This paper investigates how a standard one-layer Transformer architecture, trained with gradient descent, can learn to perform optimal variable selection in a specific type of classification task known as "group-sparse linear classification".

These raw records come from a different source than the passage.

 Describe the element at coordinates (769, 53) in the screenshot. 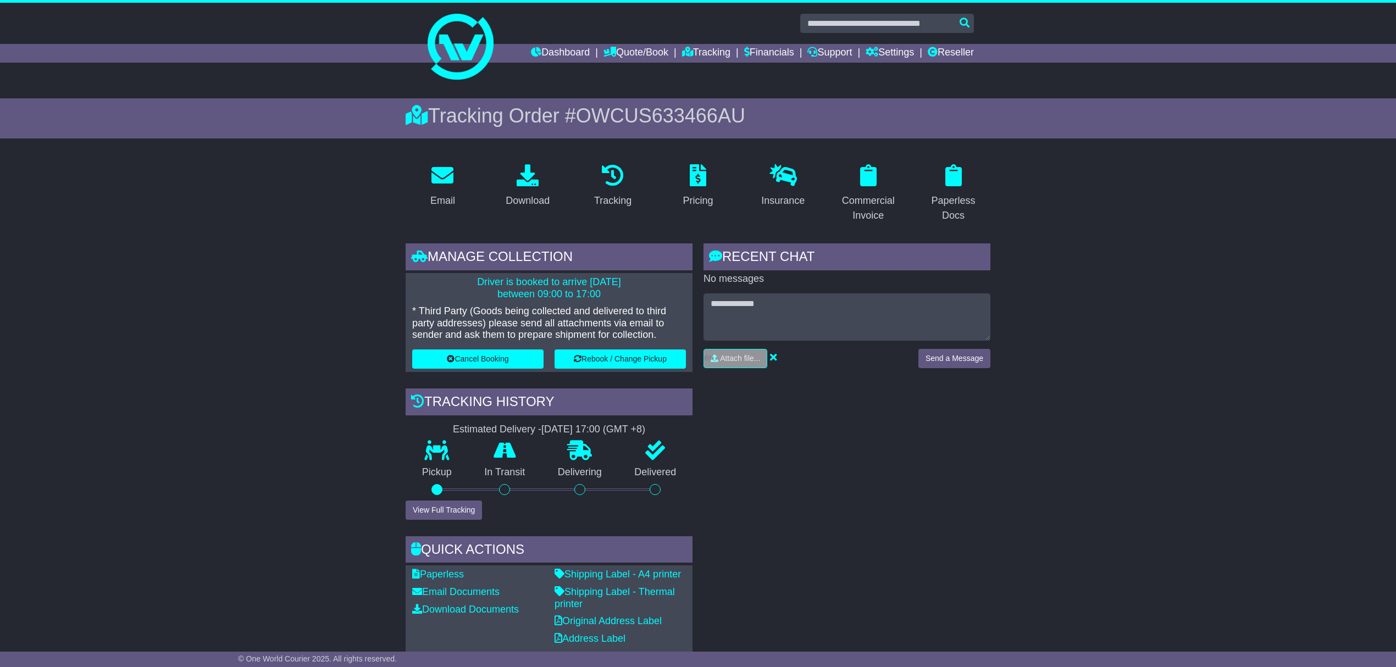

I see `a: Financials` at that location.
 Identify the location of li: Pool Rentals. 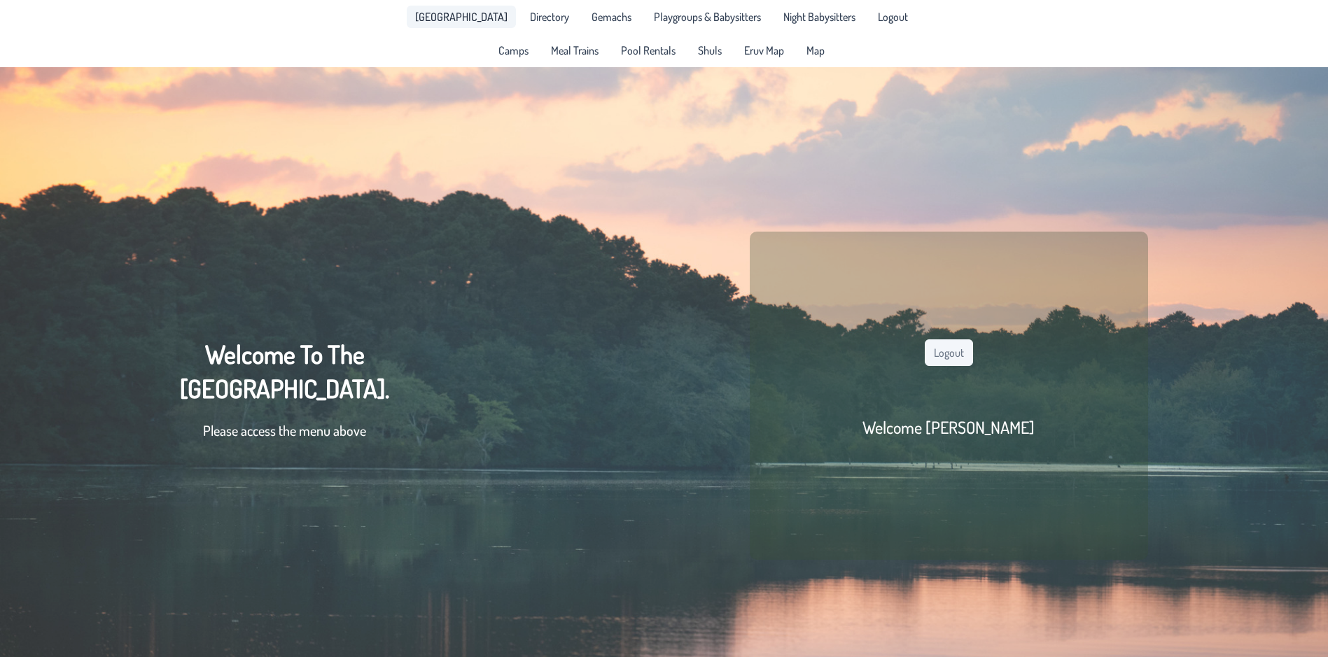
(648, 50).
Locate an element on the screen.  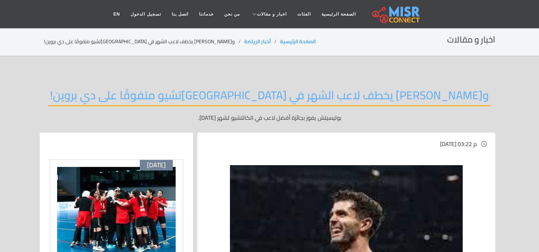
img: main.misr_connect is located at coordinates (396, 14).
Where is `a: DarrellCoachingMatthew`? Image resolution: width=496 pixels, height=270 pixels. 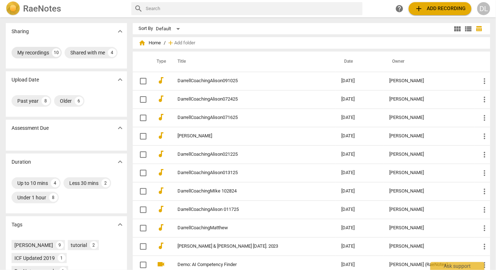
a: DarrellCoachingMatthew is located at coordinates (246, 228).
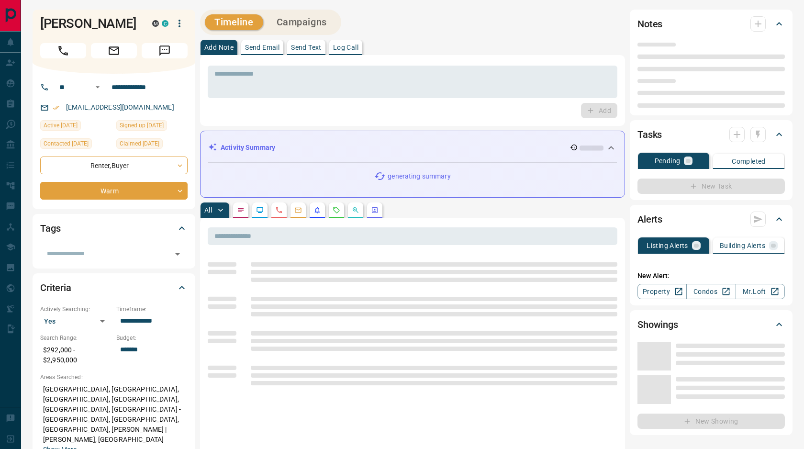 The height and width of the screenshot is (449, 804). What do you see at coordinates (76, 309) in the screenshot?
I see `p: Actively Searching:` at bounding box center [76, 309].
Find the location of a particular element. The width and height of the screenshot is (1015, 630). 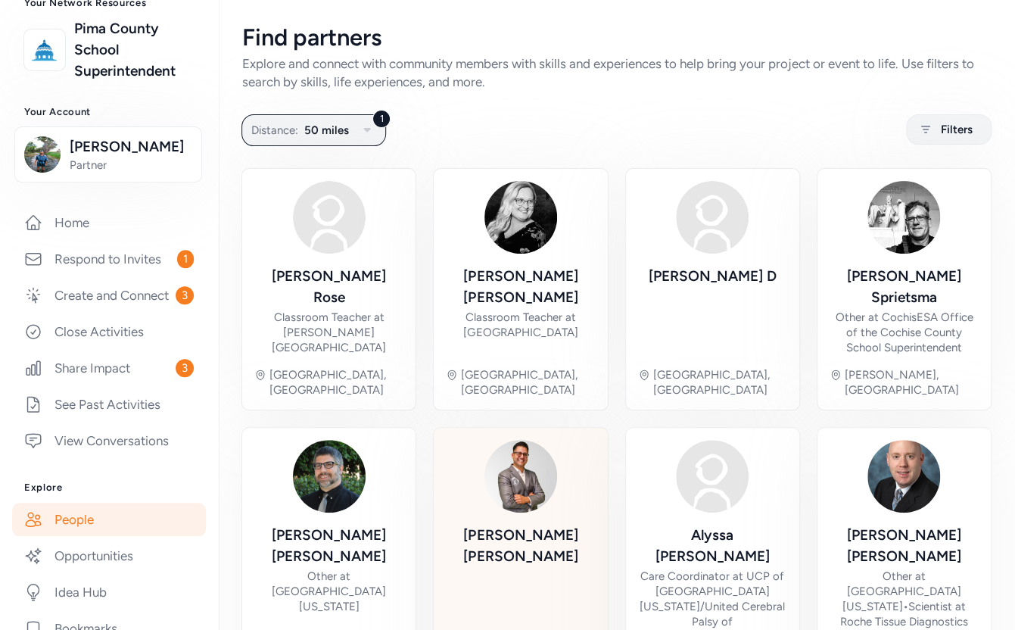

a: Close Activities is located at coordinates (109, 332).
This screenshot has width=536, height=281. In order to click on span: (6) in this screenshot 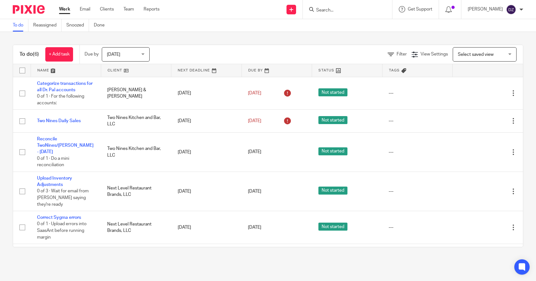, I will do `click(36, 54)`.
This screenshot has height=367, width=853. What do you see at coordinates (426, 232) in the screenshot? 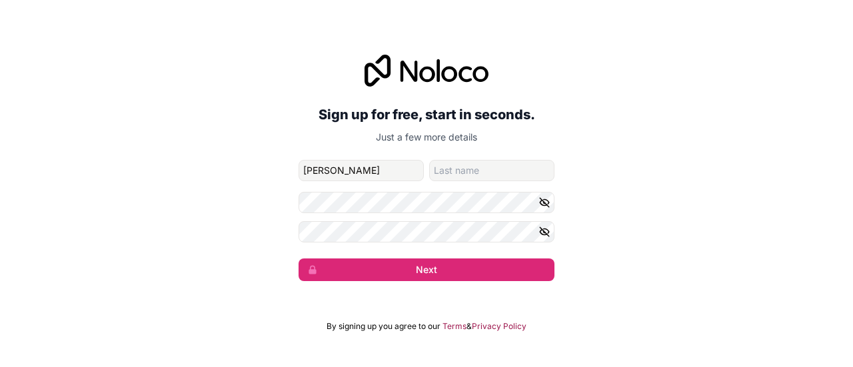
I see `input: Confirm password` at bounding box center [426, 232].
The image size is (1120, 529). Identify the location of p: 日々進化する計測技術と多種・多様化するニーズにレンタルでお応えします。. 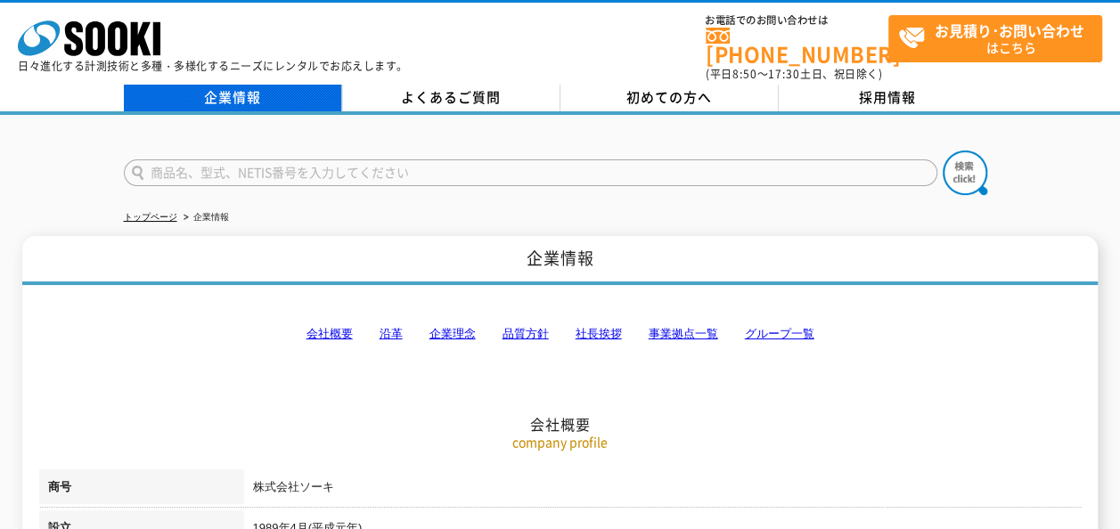
(213, 66).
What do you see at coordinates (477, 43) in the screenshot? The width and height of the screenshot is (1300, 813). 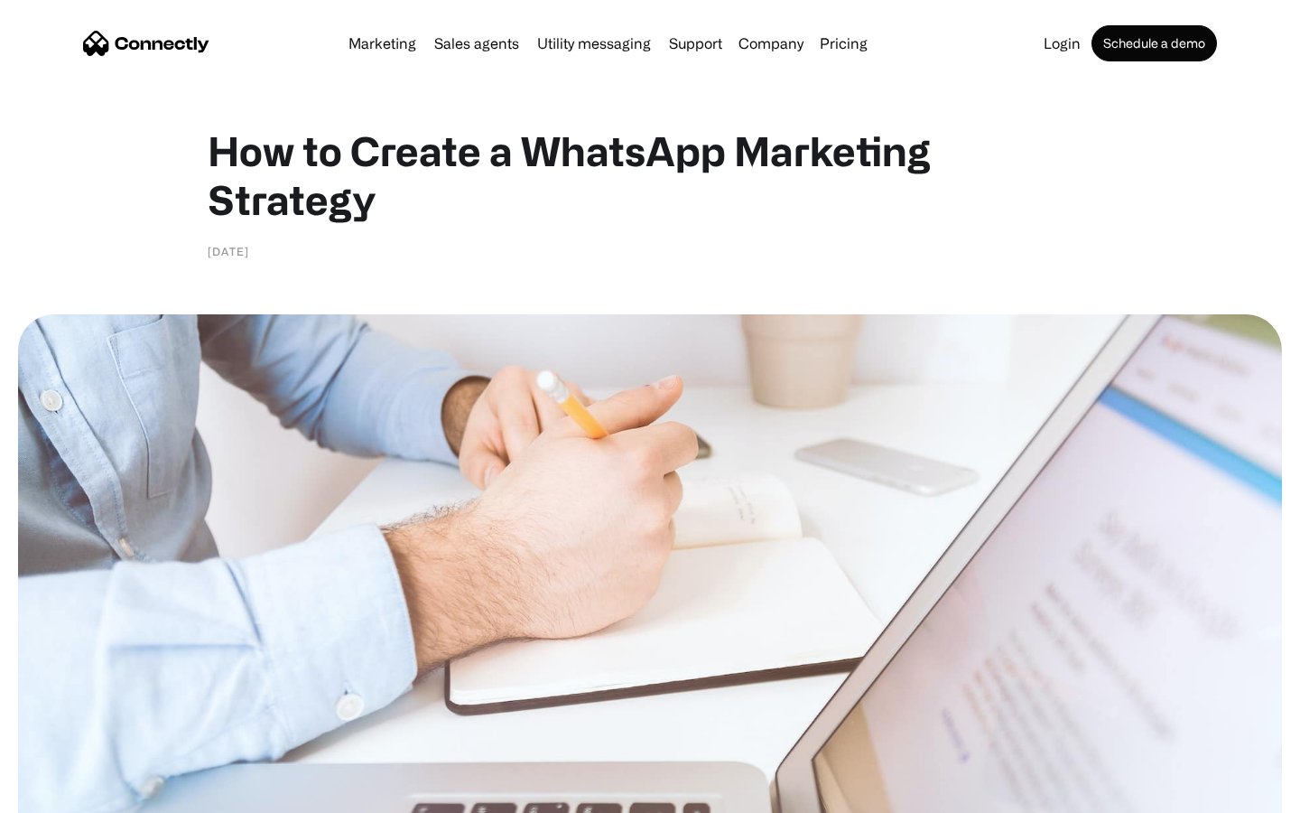 I see `a: Sales agents` at bounding box center [477, 43].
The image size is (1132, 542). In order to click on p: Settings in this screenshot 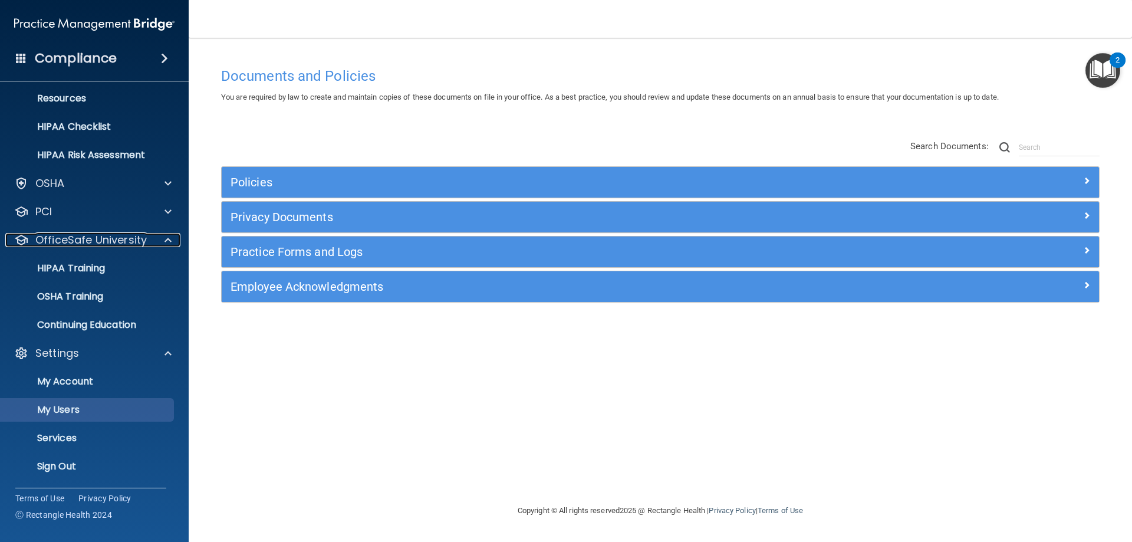, I will do `click(57, 353)`.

Problem Setting: Group Sparse Classification

  1. Data Generation: The input features $\Xb \in \mathbb{R}^{d \times D}$ consist of DD groups, each with dd features. Each group $\xb_j$ is drawn independently from a Gaussian distribution N(0,σx2Id)N(\mathbf{0}, \sigma_x^2 \mathbf{I}_d).
  2. Labeling: The true label y{1,+1}y \in \{-1, +1\} depends only on the features from a single, predefined "label-relevant" group jj^*. Specifically, $y = \text{sign}(\langle \xb_{j^*}, \vb^* \rangle)$, where $\vb^* \in \mathbb{R}^d$ is a fixed ground-truth direction vector (normalized to $\|\vb^*\|_2=1$). All other groups jjj \neq j^* are irrelevant to the label.
  3. Input Representation: Each feature group $\xb_j$ is concatenated with a unique positional encoding $\pb_j \in \mathbb{R}^D$ (using orthogonal sine functions) to form the input token $\zb_j = [\xb_j^\top, \pb_j^\top]^\top \in \mathbb{R}^{d+D}$. The full input sequence is $\Zb = [\zb_1, \dots, \zb_D]$.

Model and Training

  1. Architecture: A simplified single-head, one-layer self-attention Transformer is used: $f(\Zb, \Wb, \vb) = \sum_{j=1}^{D} \vb^\top \Zb \mathcal{S}(\Zb^\top \Wb \zb_j) = \vb^\top \Zb \mathbf{S} \mathbf{1}_D$.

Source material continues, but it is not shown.